Successive governments engaged me for Kashmir Talks: Yasin Malik to Delhi HC

(source : ANI) ( Photo Credit : ani)
Yasin Malik’s Bold Claims in Court: From Peace Talks to Terror Charges
In a dramatic court filing, Jammu and Kashmir Liberation Front (JKLF) leader Yasin Malik has told the Delhi High Court that he’s no terrorist. Instead, he says six Indian governments, from VP Singh to Manmohan Singh, pulled him into secret peace efforts on the Kashmir issue. Malik, who’s serving a life sentence for a 2017 terror funding case, made these shocking revelations to fight back against the National Investigation Agency’s (NIA) push for the death penalty.
Malik insists the Indian establishment twisted his peace meetings to paint him as a conspirator. He detailed how it all started in the early 2000s, when then-Intelligence Bureau (IB) Special Director Ajit Doval visited him in jail. Doval, now India’s National Security Advisor, shared the Atal Bihari Vajpayee government’s interest in starting a peace process in Kashmir. From there, Malik met top officials like IB Director Shyamal Dutta and NSA Brajesh Mishra, who urged him to back the Ramzan ceasefire.
He didn’t stop there. Malik reached out to political bigwigs, including Congress leader Sonia Gandhi and even Left party figures, to rally support for Vajpayee’s peace push. In 2002, he kicked off a massive signature drive across Jammu and Kashmir to push for non-violence and democracy. Over two and a half years, he collected a whopping 1.5 million signatures – a real testament to his efforts, he claims.
Fast forward to 2006: During a trip to Pakistan for earthquake relief, the IB asked Malik to chat with militant leaders like Hafiz Saeed. He says he did it to bolster peace talks and even briefed Prime Minister Manmohan Singh and NSA NK Narayanan afterward. But Malik calls it a "classic betrayal" – those same meetings got spun against him, especially after the scrapping of Articles 370 and 35A in 2019. Now, they’re using it to slap him with charges under the Unlawful Activities (Prevention) Act (UAPA), he alleges.
In his affidavit, Malik sounds ready for whatever comes. "If my death brings peace to some, so be it. I’ll face it with a smile, pride, and honor," he wrote, drawing parallels to Kashmiri leader Maqbool Bhat, hanged in 1984. Quoting Shakespeare, he added: "Be absolute for death; for either death or life shall be the sweeter." It’s a powerful stand from a man who’s turned his Kashmir struggle into a life-or-death narrative.
The Delhi High Court is now hearing the NIA’s appeal to upgrade Malik’s life term to capital punishment.
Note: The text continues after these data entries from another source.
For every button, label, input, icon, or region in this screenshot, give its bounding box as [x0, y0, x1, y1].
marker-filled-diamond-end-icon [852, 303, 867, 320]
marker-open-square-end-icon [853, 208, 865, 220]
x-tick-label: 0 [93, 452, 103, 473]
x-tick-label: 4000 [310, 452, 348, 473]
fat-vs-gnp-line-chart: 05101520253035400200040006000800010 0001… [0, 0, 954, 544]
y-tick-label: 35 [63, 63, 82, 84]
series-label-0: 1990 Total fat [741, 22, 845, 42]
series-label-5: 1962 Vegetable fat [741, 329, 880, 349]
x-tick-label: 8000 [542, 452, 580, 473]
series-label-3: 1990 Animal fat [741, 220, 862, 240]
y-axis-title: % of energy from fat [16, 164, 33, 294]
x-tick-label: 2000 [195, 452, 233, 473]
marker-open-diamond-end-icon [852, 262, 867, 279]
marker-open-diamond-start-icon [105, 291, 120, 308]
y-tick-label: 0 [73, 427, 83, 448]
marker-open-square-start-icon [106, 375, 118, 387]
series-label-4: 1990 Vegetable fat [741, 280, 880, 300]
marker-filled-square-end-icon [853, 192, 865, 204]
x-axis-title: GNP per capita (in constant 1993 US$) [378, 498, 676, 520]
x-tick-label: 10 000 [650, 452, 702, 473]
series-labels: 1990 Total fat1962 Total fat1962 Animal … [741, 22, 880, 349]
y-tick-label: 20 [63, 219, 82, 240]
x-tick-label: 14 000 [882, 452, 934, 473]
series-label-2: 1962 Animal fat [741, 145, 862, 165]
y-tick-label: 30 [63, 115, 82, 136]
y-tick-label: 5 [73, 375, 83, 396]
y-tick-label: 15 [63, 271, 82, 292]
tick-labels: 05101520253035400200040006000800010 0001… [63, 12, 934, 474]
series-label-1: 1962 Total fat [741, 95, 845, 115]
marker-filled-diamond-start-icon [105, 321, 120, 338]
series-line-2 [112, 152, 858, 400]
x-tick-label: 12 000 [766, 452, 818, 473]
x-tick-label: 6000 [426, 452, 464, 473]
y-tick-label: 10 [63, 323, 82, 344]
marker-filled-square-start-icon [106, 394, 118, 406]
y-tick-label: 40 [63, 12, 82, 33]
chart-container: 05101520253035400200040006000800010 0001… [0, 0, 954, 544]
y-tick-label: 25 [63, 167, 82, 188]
The bench gave him until November 10 to respond. Back in 2022, a trial court sentenced him to life after he pleaded guilty under UAPA, ruling it wasn’t a "rarest of rare" case for the death penalty.
The NIA paints a darker picture, accusing Malik and others like Hafiz Saeed, Syed Salahuddin, and Shabbir Shah of teaming up with Pakistan-based groups to stir unrest in Kashmir. Just this year, a tribunal renewed the ban on JKLF for five more years, stressing zero tolerance for outfits pushing secessionism.
As the Kashmir conflict stays in the spotlight, Malik’s court battle keeps the debate alive – was he a peace broker or a terror plotter? The High Court will decide.